I've made a Node/AutoHotKey script to control two computers with one mouse. I've made the cursor disappear on the first computer when using the second computer (https://www.autohotkey.com/boards/viewtopic.php?t=6167), but the mouseover event is still firing of course.
What I mean is simply if you hover over some icons on the desktop you will see tooltips, and so on.
I'm using a graphics tablet (absolute positioning), the cursor position gets captured and sent to the second computer.
I've found this method:
Found it here: https://www.autohotkey.com/boards/viewtopic.php?t=33128 (Also from the documentation: https://www.autohotkey.com/docs/commands/BlockInput.htm)
BlockInput, MouseMove ;to disable mouse interaction
BlockInPut, MouseMoveOff ;to enable mouse interaction
But it blocks mousemove completely, so that the cursor stops moving at all.
Is there any way to programmatically disable/enable mouseover (so that buttons don't change their color and tooltips don't appear, but AutoHotKey could still capture cursor position) event globally on Windows without blocking mousemove?
Related
My goal is to remap a physical device (Aimtrak Lightgun) which acts like a mouse, towards different button input (the X,Y are fine).
Currently the trigger registers as a right mouse click, but I want this to become a left mouse click.
I did follow the evdev tutorial, adjusting the "create uinput" and "injecting" parts.
There is no error, but the mouse is not moving or the button is not clicked.
So it would be fine to grab the device and control all the input.
But I am unable to make it work.
Any other approach is also welcome.
What happens is that I initiate the window drag instruction with Neutralino.window.setDraggableRegion, it works but there is a very big problem in rendering.
I am on a windows system. Here is a video of the problem:
Video of the problem
As you specified, the window is dragging but the mouse doesn't move with the point you click on, instead the mouse is at a different position.
I Looked at how draggable region function works under the hood, and it's handled by the JavaScript Client File, by setting the window position to the amount of mouse has moved on x and y.
since the mouse pointer doesn't move instead the window moves relative to the position from where you started clicking.
I will raise this issue, and soon a fix for this will be out!
Issue has been raised
I have a program using glfw for window management and opengl for rendering. The program works on Windows and linux, and eventually Mac OSX so I want any solution to be portable.
glfw seems to either support a cursor, or getting full mouse input but not both. For example, with the cursor enabled (default) the glfwscroll_callback does nothing. If I disable the cursor, then scrolling the mouse is captured but then the user cannot see where the mouse pointer is. That's ok if I can draw the cursor myself when I want but I cannot find any function to drawcursor at a particular location.
How does the cursor work, ie what is the hardware basis for the cursor? Is there a sprite in hardware still? If it's all in software, I suppose we could draw a cursor at the current mouse location the last thing in render. But that's not convenient. For one thing if the scene hasn't changed, I shut down rendering completely to reduce power.
Is there any way to manually draw a cursor on top of the current screen so that we don't have to manage the buffers manually? Is my only option to change the logic and not render the scene if nothing has changed, but to manually draw a cursor on top of the current scene every frame?
I have a Qt OpenGL (with qt 5.5) Application in which you can click to drag objects in a 3D scene.
This is implemented by having a subclass of QOpenGLWidget which overrides mousePressEvent, mouseReleaseEvent and mouseMoveEvent.
However, when I drag an object, I can move it for one frame before the window starts activating the window move mode, and my mouse movements actually start moving the whole window, as if I was dragging the title bar.
I suspect there is a conflict between the application and my window manager (kwin 5.4.3), but I don't know where to look at to debug this issue and whether it's my application's fault or if I have to fix my window manager.
You may need to call the accept() method of the event you are handling.
As the title states it: what software actually draws the mouse cursor? Is there a programmatic way for modifying the visual appearance?
The mouse cursor (or mouse pointer) is drawn by the X server. Each application that the cursor moves over may be able to modify the appearance of the mouse cursor.
Since there are different applications and those are built over different toolkits, each could use a different method for changing the cursor's appearance.
xterm uses the X library for manipulating this:
XDefineCursor
XRecolorCursor
XCreateFontCursor
xterm may choose a cursor-font which is small enough to hide the mouse pointer, but the X server continues to "draw" it.
Like other applications, xterm may also use cursor themes, which (in desktop systems such as GNOME, KDE, XFCE), may be configured in a desktop-settings.
But ultimately it is the X server which draws the mouse cursor. The application does not have to do anything to allow it to move around the screen. Rather, each application listens for X events to keep track of the mouse cursor.
Further reading:
How do I change the cursor from an arrow to a watch?
Cursor themes (Arch)
How do you hide the mouse pointer under Linux/X11?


# Exercise
Please filter the data below down to the lines holding the string "ffffff".

Figure record listings:
* * *
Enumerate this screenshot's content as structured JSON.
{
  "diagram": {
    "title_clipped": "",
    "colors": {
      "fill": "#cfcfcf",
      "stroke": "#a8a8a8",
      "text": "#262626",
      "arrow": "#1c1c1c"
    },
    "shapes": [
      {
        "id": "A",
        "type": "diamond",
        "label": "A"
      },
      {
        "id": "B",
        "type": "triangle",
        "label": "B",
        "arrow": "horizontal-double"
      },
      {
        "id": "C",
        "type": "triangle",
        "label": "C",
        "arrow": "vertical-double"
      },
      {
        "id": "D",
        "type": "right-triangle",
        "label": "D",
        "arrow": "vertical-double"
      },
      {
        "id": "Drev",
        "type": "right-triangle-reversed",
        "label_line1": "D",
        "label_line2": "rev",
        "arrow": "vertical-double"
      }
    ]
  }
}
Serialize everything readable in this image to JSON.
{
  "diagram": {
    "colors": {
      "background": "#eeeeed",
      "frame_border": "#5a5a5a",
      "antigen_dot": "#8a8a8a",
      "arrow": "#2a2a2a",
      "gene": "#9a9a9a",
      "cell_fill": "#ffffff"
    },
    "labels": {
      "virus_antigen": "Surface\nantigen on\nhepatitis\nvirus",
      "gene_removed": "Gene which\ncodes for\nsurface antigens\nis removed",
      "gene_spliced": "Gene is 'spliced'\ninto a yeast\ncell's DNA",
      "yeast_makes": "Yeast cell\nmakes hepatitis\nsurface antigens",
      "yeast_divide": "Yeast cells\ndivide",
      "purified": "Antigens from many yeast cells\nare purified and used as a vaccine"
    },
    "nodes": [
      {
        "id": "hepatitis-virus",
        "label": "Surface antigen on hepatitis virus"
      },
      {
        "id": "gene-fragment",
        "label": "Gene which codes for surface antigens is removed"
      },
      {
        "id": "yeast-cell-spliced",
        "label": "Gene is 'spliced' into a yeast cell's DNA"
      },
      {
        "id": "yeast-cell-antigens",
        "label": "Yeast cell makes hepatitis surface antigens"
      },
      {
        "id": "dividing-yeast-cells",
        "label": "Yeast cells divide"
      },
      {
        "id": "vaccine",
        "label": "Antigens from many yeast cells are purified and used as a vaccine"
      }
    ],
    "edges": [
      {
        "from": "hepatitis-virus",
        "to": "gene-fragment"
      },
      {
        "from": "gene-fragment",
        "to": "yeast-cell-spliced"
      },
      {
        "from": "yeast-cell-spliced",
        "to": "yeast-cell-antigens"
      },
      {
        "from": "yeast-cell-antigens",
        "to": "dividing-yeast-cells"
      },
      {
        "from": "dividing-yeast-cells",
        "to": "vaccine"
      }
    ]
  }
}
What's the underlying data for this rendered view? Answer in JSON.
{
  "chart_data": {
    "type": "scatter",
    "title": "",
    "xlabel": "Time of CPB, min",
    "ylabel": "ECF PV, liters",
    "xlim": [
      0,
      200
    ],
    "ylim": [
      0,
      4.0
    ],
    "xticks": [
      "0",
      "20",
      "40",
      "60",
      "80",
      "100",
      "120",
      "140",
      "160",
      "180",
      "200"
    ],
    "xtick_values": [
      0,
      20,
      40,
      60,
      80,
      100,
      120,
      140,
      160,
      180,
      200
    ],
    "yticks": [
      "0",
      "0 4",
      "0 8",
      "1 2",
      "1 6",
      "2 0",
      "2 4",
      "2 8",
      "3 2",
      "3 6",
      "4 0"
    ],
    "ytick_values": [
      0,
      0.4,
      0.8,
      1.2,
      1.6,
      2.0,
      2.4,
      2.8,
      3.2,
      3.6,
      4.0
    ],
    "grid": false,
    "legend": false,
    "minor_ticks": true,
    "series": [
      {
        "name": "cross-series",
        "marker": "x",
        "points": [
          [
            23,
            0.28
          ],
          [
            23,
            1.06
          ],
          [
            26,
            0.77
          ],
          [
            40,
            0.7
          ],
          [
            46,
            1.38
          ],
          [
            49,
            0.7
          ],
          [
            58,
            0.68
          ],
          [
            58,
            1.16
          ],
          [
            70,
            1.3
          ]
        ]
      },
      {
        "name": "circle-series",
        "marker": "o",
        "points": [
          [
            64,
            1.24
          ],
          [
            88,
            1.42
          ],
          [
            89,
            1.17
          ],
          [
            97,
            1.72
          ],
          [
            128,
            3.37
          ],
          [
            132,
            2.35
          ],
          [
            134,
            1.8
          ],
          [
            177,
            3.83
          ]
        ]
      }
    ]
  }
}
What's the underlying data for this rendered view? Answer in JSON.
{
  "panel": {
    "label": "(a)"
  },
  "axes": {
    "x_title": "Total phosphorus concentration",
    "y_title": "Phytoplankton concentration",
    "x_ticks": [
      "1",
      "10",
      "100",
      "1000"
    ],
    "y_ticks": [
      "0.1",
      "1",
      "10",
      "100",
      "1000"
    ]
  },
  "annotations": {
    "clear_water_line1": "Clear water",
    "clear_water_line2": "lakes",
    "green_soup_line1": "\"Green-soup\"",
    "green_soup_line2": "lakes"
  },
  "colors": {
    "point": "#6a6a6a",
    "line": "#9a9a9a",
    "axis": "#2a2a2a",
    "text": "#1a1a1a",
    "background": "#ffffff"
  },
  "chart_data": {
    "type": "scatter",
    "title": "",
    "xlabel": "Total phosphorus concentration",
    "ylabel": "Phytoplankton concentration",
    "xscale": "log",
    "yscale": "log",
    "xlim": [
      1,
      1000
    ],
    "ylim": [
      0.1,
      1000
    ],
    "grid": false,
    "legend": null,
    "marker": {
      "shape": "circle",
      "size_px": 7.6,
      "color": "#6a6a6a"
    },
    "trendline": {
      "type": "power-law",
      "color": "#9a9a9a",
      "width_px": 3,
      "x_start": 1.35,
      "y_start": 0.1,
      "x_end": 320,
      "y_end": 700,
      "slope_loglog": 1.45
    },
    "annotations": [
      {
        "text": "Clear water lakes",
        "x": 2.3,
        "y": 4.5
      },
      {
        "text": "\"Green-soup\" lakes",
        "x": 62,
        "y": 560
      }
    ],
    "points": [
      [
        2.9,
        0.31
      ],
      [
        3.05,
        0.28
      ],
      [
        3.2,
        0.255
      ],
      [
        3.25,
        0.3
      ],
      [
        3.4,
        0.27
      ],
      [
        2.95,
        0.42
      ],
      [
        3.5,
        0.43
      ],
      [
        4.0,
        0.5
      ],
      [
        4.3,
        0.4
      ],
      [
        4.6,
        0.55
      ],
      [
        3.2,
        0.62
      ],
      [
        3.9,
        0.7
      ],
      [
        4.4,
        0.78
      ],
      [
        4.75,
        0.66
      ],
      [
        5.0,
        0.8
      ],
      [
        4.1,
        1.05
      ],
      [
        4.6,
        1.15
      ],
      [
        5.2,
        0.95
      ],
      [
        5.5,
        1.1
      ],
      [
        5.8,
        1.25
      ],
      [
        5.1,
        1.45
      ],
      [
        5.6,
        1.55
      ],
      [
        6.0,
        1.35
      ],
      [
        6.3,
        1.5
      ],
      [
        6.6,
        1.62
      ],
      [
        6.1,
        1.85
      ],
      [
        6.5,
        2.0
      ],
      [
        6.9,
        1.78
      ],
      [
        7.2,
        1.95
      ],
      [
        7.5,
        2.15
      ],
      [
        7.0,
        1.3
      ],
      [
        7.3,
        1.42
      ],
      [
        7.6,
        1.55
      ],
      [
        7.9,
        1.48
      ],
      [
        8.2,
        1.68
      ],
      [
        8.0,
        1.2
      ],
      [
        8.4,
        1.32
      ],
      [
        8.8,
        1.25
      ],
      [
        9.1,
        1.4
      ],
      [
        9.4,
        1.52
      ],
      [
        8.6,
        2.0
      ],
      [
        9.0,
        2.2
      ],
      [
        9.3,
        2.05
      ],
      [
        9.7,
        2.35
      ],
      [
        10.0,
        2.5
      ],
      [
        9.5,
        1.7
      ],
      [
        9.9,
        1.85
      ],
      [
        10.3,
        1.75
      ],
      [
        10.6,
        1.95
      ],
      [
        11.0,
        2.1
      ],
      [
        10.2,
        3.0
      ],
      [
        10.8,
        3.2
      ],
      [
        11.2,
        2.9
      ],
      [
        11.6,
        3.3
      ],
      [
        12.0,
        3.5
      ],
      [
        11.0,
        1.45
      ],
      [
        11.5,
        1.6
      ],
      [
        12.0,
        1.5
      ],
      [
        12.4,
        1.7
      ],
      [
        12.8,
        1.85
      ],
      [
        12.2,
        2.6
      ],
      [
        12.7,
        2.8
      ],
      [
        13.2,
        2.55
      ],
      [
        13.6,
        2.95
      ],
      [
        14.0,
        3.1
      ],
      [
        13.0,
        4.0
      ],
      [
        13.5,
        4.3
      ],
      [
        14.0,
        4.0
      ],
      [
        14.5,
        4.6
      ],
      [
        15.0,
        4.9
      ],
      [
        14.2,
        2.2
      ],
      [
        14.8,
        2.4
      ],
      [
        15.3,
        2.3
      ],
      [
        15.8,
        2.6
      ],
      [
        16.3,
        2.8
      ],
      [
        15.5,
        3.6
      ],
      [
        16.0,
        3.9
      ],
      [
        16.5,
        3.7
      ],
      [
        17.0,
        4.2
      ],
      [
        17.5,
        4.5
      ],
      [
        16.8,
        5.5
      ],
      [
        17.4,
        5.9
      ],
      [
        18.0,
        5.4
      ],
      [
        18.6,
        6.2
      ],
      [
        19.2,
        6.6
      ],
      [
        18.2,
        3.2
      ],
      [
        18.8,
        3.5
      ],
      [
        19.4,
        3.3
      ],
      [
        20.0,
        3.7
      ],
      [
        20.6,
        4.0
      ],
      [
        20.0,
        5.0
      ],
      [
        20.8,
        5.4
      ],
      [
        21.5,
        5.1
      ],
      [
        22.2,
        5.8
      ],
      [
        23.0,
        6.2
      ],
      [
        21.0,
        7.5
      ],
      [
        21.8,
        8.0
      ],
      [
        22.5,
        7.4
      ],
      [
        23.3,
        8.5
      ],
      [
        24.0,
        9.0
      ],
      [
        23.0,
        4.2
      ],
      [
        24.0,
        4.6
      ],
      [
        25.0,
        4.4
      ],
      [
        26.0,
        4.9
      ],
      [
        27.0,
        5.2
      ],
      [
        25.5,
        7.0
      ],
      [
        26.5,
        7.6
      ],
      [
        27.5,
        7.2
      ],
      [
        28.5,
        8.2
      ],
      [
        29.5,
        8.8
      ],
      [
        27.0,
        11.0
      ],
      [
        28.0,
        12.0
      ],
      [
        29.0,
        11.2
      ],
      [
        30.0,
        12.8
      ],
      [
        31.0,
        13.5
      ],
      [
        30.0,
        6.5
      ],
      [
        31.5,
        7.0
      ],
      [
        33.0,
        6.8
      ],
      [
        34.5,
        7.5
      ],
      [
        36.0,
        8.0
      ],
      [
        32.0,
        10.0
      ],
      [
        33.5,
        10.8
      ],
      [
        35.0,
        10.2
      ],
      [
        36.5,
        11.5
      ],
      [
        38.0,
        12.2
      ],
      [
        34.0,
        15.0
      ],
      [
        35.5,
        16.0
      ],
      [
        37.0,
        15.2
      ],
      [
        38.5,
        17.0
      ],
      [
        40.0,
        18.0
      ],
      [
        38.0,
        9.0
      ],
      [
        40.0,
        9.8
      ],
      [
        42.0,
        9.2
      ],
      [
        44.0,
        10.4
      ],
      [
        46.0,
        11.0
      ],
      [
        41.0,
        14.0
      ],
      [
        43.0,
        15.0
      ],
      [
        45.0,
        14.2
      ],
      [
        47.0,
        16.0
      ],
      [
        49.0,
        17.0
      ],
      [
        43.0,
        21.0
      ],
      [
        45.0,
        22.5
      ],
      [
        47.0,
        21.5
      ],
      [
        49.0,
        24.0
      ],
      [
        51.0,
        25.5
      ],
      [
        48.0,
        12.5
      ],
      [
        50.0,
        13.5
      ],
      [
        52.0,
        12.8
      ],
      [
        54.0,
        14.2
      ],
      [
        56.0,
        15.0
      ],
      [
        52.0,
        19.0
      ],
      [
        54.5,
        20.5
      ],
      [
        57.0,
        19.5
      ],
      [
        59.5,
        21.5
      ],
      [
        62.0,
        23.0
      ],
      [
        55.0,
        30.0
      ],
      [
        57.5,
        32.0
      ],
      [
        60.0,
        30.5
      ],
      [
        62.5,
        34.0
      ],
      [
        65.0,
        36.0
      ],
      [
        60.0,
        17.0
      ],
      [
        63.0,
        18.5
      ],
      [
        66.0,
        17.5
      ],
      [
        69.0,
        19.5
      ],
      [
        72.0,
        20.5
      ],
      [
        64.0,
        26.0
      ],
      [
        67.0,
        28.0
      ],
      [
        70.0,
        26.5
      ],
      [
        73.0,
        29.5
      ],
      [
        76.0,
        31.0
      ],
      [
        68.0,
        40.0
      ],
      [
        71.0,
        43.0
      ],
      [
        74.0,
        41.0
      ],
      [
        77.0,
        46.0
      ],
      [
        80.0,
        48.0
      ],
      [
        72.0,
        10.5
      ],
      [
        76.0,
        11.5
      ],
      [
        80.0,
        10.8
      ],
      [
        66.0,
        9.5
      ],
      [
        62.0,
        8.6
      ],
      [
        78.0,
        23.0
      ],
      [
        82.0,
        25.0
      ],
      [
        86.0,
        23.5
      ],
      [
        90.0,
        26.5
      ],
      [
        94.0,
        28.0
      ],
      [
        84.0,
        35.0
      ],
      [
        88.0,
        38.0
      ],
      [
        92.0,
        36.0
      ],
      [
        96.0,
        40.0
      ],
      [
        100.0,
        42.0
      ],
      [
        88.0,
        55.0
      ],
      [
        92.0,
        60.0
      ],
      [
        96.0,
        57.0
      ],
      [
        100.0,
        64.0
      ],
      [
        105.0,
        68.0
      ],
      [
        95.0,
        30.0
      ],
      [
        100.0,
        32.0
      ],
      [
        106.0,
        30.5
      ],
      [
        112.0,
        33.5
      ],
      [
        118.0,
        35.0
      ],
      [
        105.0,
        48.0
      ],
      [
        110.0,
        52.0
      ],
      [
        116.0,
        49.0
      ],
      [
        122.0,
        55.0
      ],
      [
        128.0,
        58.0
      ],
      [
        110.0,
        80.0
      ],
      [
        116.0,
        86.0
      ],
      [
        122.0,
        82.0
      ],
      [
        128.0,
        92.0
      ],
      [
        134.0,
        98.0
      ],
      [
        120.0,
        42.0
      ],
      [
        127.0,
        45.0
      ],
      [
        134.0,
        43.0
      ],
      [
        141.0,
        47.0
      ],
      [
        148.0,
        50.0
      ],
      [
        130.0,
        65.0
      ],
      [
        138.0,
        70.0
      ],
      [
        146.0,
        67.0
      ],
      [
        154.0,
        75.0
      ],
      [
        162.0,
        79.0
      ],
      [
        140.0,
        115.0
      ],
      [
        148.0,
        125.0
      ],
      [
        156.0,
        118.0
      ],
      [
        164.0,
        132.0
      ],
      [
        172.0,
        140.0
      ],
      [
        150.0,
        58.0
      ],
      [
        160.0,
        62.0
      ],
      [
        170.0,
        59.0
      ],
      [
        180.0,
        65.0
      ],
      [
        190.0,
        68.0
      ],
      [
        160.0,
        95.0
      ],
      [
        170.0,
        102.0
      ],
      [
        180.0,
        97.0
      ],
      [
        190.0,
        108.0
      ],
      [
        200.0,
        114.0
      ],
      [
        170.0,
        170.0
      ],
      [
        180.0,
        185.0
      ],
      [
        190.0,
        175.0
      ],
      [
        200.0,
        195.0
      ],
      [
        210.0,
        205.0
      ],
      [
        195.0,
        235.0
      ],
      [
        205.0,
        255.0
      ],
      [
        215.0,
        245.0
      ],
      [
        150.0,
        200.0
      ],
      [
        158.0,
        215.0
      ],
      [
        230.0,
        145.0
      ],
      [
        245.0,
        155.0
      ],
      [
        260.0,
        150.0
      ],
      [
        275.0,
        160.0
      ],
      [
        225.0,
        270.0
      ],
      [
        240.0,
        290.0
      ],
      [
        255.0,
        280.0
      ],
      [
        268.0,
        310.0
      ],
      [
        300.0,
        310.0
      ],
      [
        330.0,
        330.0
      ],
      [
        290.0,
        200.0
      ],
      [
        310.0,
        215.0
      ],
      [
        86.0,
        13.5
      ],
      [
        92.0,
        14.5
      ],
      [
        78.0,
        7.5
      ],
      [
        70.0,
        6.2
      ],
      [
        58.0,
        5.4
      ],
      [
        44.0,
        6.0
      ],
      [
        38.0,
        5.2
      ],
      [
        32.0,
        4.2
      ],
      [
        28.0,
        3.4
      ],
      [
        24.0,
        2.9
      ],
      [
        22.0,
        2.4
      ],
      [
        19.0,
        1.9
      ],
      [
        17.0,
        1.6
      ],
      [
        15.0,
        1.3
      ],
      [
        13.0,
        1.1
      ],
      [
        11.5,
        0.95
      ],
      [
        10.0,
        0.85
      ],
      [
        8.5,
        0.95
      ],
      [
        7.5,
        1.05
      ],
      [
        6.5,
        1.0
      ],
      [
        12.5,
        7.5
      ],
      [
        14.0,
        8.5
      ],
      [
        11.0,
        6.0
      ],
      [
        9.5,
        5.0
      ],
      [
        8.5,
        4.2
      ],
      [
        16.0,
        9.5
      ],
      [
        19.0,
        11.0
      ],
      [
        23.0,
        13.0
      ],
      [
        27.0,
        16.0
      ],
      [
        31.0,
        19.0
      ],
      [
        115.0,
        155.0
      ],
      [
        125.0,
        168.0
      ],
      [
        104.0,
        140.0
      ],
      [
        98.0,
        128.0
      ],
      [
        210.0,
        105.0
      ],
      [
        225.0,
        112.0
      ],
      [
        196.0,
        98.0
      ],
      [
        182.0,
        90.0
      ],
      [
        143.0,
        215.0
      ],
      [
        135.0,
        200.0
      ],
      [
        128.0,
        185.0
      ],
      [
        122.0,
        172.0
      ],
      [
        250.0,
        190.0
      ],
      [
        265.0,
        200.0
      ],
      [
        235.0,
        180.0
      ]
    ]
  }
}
* * *
# Answer to this exercise
      "cell_fill": "#ffffff"
    "background": "#ffffff"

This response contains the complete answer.